David's riff on Hollywood's failure to execute Percy film options also reminded me of the Correspondence of Shelby Foote and Walker Percy, published back in 1997, wherein we find this memo:
MemphisIn later interviews, Foote (photo, mid-right) referred to the unmade movie by title, "The Down Slope."
30 June 56
Dear Walker:
Finished the filmscript this week and am going down home [Greenville] tomorrow for a visit. It has the makings of a great movie, but what they do with it is their affair. There's no nonsense to it, a true picture of the war in its last stages, off in the Valley as it turned bitter - hanging and retaliation, and the effect this sort of thing had on the men engaged: hangers and hangees. I like it. Of course I hope they do a good job. But after all it's not my craft or even concern. Stanley Kubrick is the director; the only authentic genius to hit Hollywood since Orson Welles, they say. I believe it. He'll do a good job if anyone will.

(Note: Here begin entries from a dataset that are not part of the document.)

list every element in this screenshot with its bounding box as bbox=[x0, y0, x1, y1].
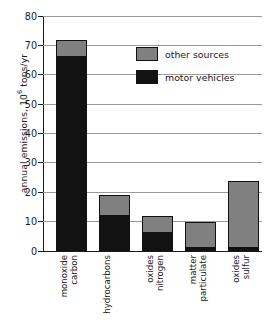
x-axis-tick-label-line: matter bbox=[189, 255, 198, 284]
y-axis-tick-mark bbox=[38, 74, 43, 75]
bar-segment-motor-vehicles bbox=[228, 248, 259, 251]
legend-label-other-sources: other sources bbox=[165, 49, 229, 60]
y-axis-tick-label: 0 bbox=[31, 245, 37, 256]
chart-legend: other sources motor vehicles bbox=[136, 47, 234, 93]
y-axis-tick-label: 70 bbox=[25, 39, 37, 50]
y-axis-tick-mark bbox=[38, 45, 43, 46]
bar-segment-motor-vehicles bbox=[142, 233, 173, 251]
x-axis-tick-label: particulatematter bbox=[189, 255, 208, 302]
x-axis-tick-label-line: carbon bbox=[70, 255, 79, 285]
bar-segment-motor-vehicles bbox=[185, 248, 216, 251]
bar-segment-other-sources bbox=[56, 40, 87, 58]
bar-segment-motor-vehicles bbox=[99, 216, 130, 251]
y-axis-tick-mark bbox=[38, 133, 43, 134]
legend-swatch-motor-vehicles bbox=[136, 70, 158, 84]
bar-segment-other-sources bbox=[142, 216, 173, 234]
x-axis-tick-label-line: monoxide bbox=[60, 255, 69, 297]
x-axis-tick-label-line: oxides bbox=[232, 255, 241, 283]
x-axis-tick-label: hydrocarbons bbox=[103, 255, 112, 314]
legend-label-motor-vehicles: motor vehicles bbox=[165, 72, 234, 83]
y-axis-tick-label: 60 bbox=[25, 69, 37, 80]
legend-swatch-other-sources bbox=[136, 47, 158, 61]
x-axis-tick-label-line: particulate bbox=[199, 255, 208, 302]
y-axis-tick-label: 40 bbox=[25, 128, 37, 139]
legend-item: other sources bbox=[136, 47, 234, 61]
x-axis-tick-label-line: oxides bbox=[146, 255, 155, 283]
y-axis-tick-label: 50 bbox=[25, 98, 37, 109]
y-axis-title-exponent: 6 bbox=[16, 90, 24, 94]
x-axis-tick-label-line: sulfur bbox=[242, 255, 251, 279]
y-axis-tick-label: 30 bbox=[25, 157, 37, 168]
y-axis-tick-label: 10 bbox=[25, 216, 37, 227]
bar-group bbox=[99, 16, 130, 251]
bar-segment-motor-vehicles bbox=[56, 57, 87, 251]
bar-segment-other-sources bbox=[99, 195, 130, 216]
y-axis-tick-mark bbox=[38, 192, 43, 193]
x-axis-tick-label-line: hydrocarbons bbox=[103, 255, 112, 314]
y-axis-tick-label: 20 bbox=[25, 186, 37, 197]
emissions-bar-chart: annual emissions, 106 tons/yr 0102030405… bbox=[0, 0, 273, 327]
y-axis-tick-mark bbox=[38, 162, 43, 163]
bar-segment-other-sources bbox=[185, 222, 216, 248]
x-axis-tick-label: nitrogenoxides bbox=[146, 255, 165, 291]
bar-segment-other-sources bbox=[228, 181, 259, 249]
y-axis-tick-label: 80 bbox=[25, 10, 37, 21]
y-axis-tick-mark bbox=[38, 104, 43, 105]
bar-group bbox=[56, 16, 87, 251]
y-axis-tick-mark bbox=[38, 16, 43, 17]
legend-item: motor vehicles bbox=[136, 70, 234, 84]
x-axis-tick-label-line: nitrogen bbox=[156, 255, 165, 291]
y-axis-tick-mark bbox=[38, 251, 43, 252]
x-axis-tick-label: carbonmonoxide bbox=[60, 255, 79, 297]
x-axis-tick-label: sulfuroxides bbox=[232, 255, 251, 283]
y-axis-tick-mark bbox=[38, 221, 43, 222]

In the brief period between the appearance of Correspondence (1997) and Kubrick's death (1999), no one seems to have bothered to track this valuable property down, or rather no one admitted it was lost.
In a bizarre article syndicated worldwide 11 months ago, the script reappeared:
... three manuscripts, all written in the late 1950s, were found after Kubrick’s death in 1999 in one of the many trunks where the director hoarded valued possessions at his home near St Albans.We know from the Correspondence, quoted here, that Foote thought the script completed and good rather than "almost full." Nor is it surprising that Foote's powerful psychological studies (see Follow Me Down), here applied to "hangers and hangees," would be simplistically labeled "anti-war" in Hollywood production pitches.

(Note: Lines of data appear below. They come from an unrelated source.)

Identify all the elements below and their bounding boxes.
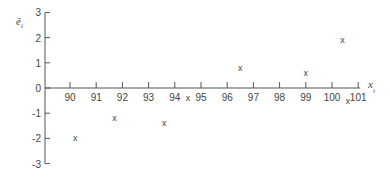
residual-scatter-plot: 3210-1-2-3 90919293949596979899100101 xx… (0, 0, 390, 178)
x-tick-label: 93 (143, 92, 155, 103)
data-point-marker: x (73, 133, 78, 143)
y-axis: 3210-1-2-3 (32, 7, 50, 169)
data-point-marker: x (345, 96, 350, 106)
data-point-marker: x (112, 113, 117, 123)
y-tick-label: 1 (35, 58, 41, 69)
data-point-marker: x (162, 118, 167, 128)
x-tick-label: 97 (248, 92, 260, 103)
data-points: xxxxxxxx (73, 35, 350, 143)
y-tick-label: -1 (32, 108, 41, 119)
y-tick-label: 2 (35, 33, 41, 44)
data-point-marker: x (340, 35, 345, 45)
x-tick-label: 92 (117, 92, 129, 103)
x-tick-label: 100 (324, 92, 341, 103)
y-axis-label: êi (16, 15, 23, 30)
x-tick-label: 96 (222, 92, 234, 103)
data-point-marker: x (304, 68, 309, 78)
y-tick-label: -2 (32, 133, 41, 144)
x-tick-label: 99 (300, 92, 312, 103)
y-tick-label: 3 (35, 7, 41, 18)
x-tick-label: 95 (195, 92, 207, 103)
x-axis: 90919293949596979899100101 (45, 82, 367, 103)
y-tick-label: -3 (32, 159, 41, 170)
x-tick-label: 90 (64, 92, 76, 103)
x-tick-label: 94 (169, 92, 181, 103)
data-point-marker: x (186, 93, 191, 103)
x-tick-label: 91 (91, 92, 103, 103)
data-point-marker: x (238, 63, 243, 73)
x-tick-label: 101 (350, 92, 367, 103)
x-axis-label: xi (367, 78, 375, 95)
y-tick-label: 0 (35, 83, 41, 94)
x-tick-label: 98 (274, 92, 286, 103)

Two of them were almost full scripts, according to Philip Hobbs, his son-in law, who worked with him for 12 years. "One is called The Down Slope and was written with the American Civil War historian Shelby Foote. It’s a strong anti-war film set against the backdrop of that conflict."
What was in that script? There is an interesting clue in this PhD dissertation on Kubrick:
1958-1959 “Mosby’s Rangers”This reference is not cited, but it may have borrowed from this film website.

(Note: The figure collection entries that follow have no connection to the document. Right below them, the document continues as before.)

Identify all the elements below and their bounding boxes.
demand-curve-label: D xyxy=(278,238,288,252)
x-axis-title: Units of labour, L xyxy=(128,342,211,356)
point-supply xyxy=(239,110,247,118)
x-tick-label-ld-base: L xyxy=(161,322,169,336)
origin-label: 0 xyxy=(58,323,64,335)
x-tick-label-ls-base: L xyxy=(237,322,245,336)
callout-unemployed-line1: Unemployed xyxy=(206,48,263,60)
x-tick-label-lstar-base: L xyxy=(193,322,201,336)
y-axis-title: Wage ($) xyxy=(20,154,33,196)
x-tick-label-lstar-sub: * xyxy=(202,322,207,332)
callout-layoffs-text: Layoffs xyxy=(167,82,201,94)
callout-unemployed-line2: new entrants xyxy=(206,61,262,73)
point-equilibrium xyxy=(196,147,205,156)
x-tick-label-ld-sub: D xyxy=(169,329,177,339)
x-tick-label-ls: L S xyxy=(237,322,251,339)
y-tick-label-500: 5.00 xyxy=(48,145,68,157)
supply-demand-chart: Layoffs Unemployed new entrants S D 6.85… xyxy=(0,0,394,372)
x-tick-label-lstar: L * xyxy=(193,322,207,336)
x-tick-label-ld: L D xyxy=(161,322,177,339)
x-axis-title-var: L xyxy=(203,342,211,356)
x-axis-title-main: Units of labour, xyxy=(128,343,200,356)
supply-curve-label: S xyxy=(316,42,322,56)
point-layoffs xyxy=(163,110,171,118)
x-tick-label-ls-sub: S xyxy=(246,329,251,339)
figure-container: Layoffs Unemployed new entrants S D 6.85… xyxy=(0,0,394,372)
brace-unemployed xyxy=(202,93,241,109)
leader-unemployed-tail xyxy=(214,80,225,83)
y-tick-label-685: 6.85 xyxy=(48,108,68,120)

This unfinished screenplay about a Southern guerrilla force in the American Civil War was based on research by Shelby Foote.
Foote wrote only one screenplay for Kubrick (photo, bottom right) , and as we saw, he mailed it at the end of June, 1956. He considered it complete and ready to film. The way he washed his hands of it suggests it was commissioned and the commission fulfilled.
This dissertation was submitted in August of 2006, at least 60 days before the "find" of "Down Slope" was announced to the world. By itself, does the dissertation imply Kubrick may have subjected the script to rewrites in the period 1958-1959, laying it aside as "unfinished?" Is this the origin of the title, "Mosby's Rangers?" Or is this all the fog of memory trying to recover facts about a lost manuscript?
In the New York Times online bio of Kubrick, we find this entry: "... an untitled film about Mosby's Rangers, a southern guerilla force active during the U.S. Civil War..." Very foggy indeed. It's as if Mosby's Rangers became a project title by default.
Are these two different screenplays: one complete but unsatisfactory to Kubrick (Down Slope), the other incomplete and unsatisfactory (Mosby's Rangers)? Note that the son-in-law refers to a script written with Kubrick where Foote's correspondence makes no reference to collaboration.
We learned last November that
Kubrick’s widow, Christiane, said last night: “Stanley threw a lot of things away. These [original rediscovered scripts] weren’t among them, so he really liked these three projects.With the discovery of the scripts, "Mosby's Rangers" disappears (though not from the NYT bio page) and the name "Down Slope" emerges and synchs up with Foote's own references to the screenplay. The son-in-law declares it written with Foote rather than by Foote.
So what do we have here?
Whatever it is, given the fate of Walker Percy's adaptations, I don't think we'll see "The Down Slope" anytime soon.